Jyotsna talked with the restaurant owner, gave him the information he needed. The missing girl believed in good faith that the owner would help her go home, but instead he took her to his sister’s house to work as her maid.
After a long year working as a maid, Jyotsna still had not found a way to go back to Chandrapur. One day, when Jyotsna was feeling very sick, she refused to work. Infuriated with her, the family who took her in threw her back to the streets in another totally unknown place to her. She was practically back to square one. She found her way to the train station where she met a policeman who took her to an NGO called Child-line.
Jyotsna was finally in a place where she could get education as she studied till class 10. She learnt a few skills including sewing and stitching. When she was old enough, she got married to a man and had two kids with him.

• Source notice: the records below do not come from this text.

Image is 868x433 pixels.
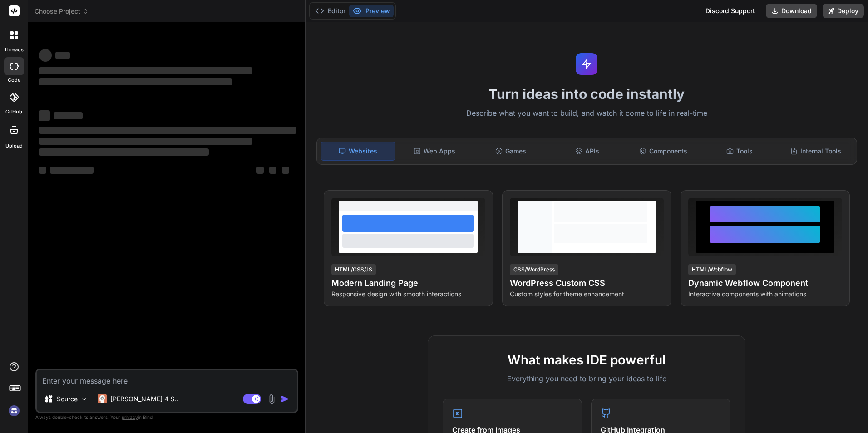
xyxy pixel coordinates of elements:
[56,52,70,59] span: ‌
[6,142,23,149] label: Upload
[331,277,485,290] h4: Modern Landing Page
[442,373,730,384] p: Everything you need to bring your ideas to life
[39,49,52,62] span: ‌
[256,167,264,174] span: ‌
[6,403,22,418] img: signin
[550,141,624,161] div: APIs
[57,395,78,403] p: Source
[39,138,253,145] span: ‌
[4,46,23,54] label: threads
[266,394,277,405] img: attachment
[349,4,394,17] button: Preview
[473,141,548,161] div: Games
[321,141,396,161] div: Websites
[50,167,93,174] span: ‌
[311,4,349,17] button: Editor
[7,76,20,84] label: code
[35,413,298,422] p: Always double-check its answers. Your in Bind
[80,395,88,403] img: Pick Models
[269,167,276,174] span: ‌
[442,350,730,369] h2: What makes IDE powerful
[39,78,232,85] span: ‌
[688,277,842,290] h4: Dynamic Webflow Component
[331,290,485,298] p: Responsive design with smooth interactions
[111,395,178,403] p: [PERSON_NAME] 4 S..
[510,264,558,275] div: CSS/WordPress
[39,148,209,156] span: ‌
[702,141,777,161] div: Tools
[626,141,701,161] div: Components
[39,111,50,121] span: ‌
[54,112,83,119] span: ‌
[688,290,842,298] p: Interactive components with animations
[688,264,736,275] div: HTML/Webflow
[282,167,289,174] span: ‌
[122,414,138,420] span: privacy
[766,4,817,18] button: Download
[331,264,376,275] div: HTML/CSS/JS
[39,127,297,134] span: ‌
[778,141,853,161] div: Internal Tools
[35,7,88,16] span: Choose Project
[39,67,253,75] span: ‌
[311,86,863,102] h1: Turn ideas into code instantly
[510,290,664,298] p: Custom styles for theme enhancement
[510,277,664,290] h4: WordPress Custom CSS
[6,108,22,116] label: GitHub
[39,167,46,174] span: ‌
[98,395,107,403] img: Claude 4 Sonnet
[822,4,864,18] button: Deploy
[280,395,290,403] img: icon
[397,141,471,161] div: Web Apps
[311,107,863,119] p: Describe what you want to build, and watch it come to life in real-time
[700,4,761,18] div: Discord Support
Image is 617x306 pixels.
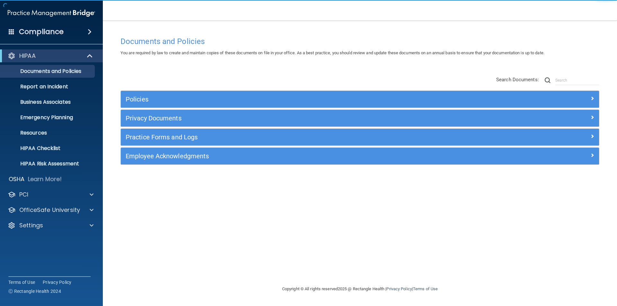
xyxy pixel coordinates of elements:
p: Settings [19,222,43,230]
p: Emergency Planning [4,114,92,121]
a: Privacy Policy [387,287,412,292]
a: OfficeSafe University [8,206,94,214]
span: Search Documents: [497,77,539,83]
a: Employee Acknowledgments [126,151,595,161]
h4: Documents and Policies [121,37,600,46]
h5: Privacy Documents [126,115,475,122]
p: PCI [19,191,28,199]
p: HIPAA Risk Assessment [4,161,92,167]
a: Practice Forms and Logs [126,132,595,142]
a: Terms of Use [413,287,438,292]
div: Copyright © All rights reserved 2025 @ Rectangle Health | | [243,279,478,300]
span: Ⓒ Rectangle Health 2024 [8,288,61,295]
p: Business Associates [4,99,92,105]
span: You are required by law to create and maintain copies of these documents on file in your office. ... [121,50,545,55]
a: Policies [126,94,595,105]
h5: Policies [126,96,475,103]
h4: Compliance [19,27,64,36]
p: HIPAA [19,52,36,60]
a: Settings [8,222,94,230]
p: OfficeSafe University [19,206,80,214]
h5: Practice Forms and Logs [126,134,475,141]
input: Search [556,76,600,85]
a: Privacy Policy [43,279,72,286]
p: Documents and Policies [4,68,92,75]
a: Privacy Documents [126,113,595,123]
a: HIPAA [8,52,93,60]
p: OSHA [9,176,25,183]
p: Learn More! [28,176,62,183]
img: PMB logo [8,7,95,20]
a: Terms of Use [8,279,35,286]
img: ic-search.3b580494.png [545,78,551,83]
a: PCI [8,191,94,199]
p: Resources [4,130,92,136]
p: HIPAA Checklist [4,145,92,152]
p: Report an Incident [4,84,92,90]
h5: Employee Acknowledgments [126,153,475,160]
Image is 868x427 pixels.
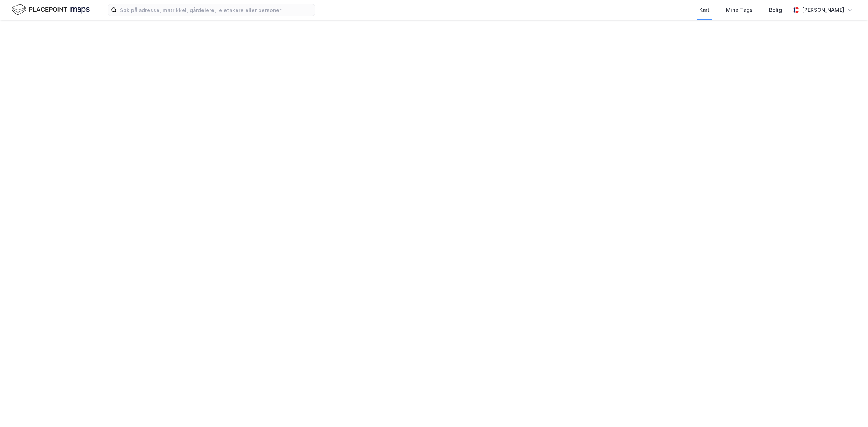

She had started a fresh new life with her new family happy—however, she was still missing her background back at Chandrapur.
On March 14, 2016, Jyotsna gave a phone call to the Chandrapur Police helpline number. Constable Mamta Madavi got her call and was shocked after listening to her.
Mamta narrated Jyotsna’s story to Superintendent of Police Sandip Diwan who directed her case to the women’s cell. After a thorough interrogation, the women’s cell learnt from Jyotsna where her house was located. As they couldn’t recall the year she went missing, a team was set up to search for an auto-trolley driver who filed for a missing girl from 1994 to 1996. Finally, after eight days of searching, a file was found of a missing girl, the eight-year-old daughter of an auto-trolley driver named Namdeo Dhavale.
It was arranged for her family to meet her at the police station. It was an emotional reunion, which brought Jyotsna, her family, and others down to tears.
“Whenever I saw her friends growing up, I missed her. I would say, ‘My Jyotsna would have been this big too if she was here.’ We did not celebrate Diwali since the day she went missing. I am so thankful to God and to the police who reunited us with our daughter,” said Shashikala Dhavale, Jyotsna’s mother.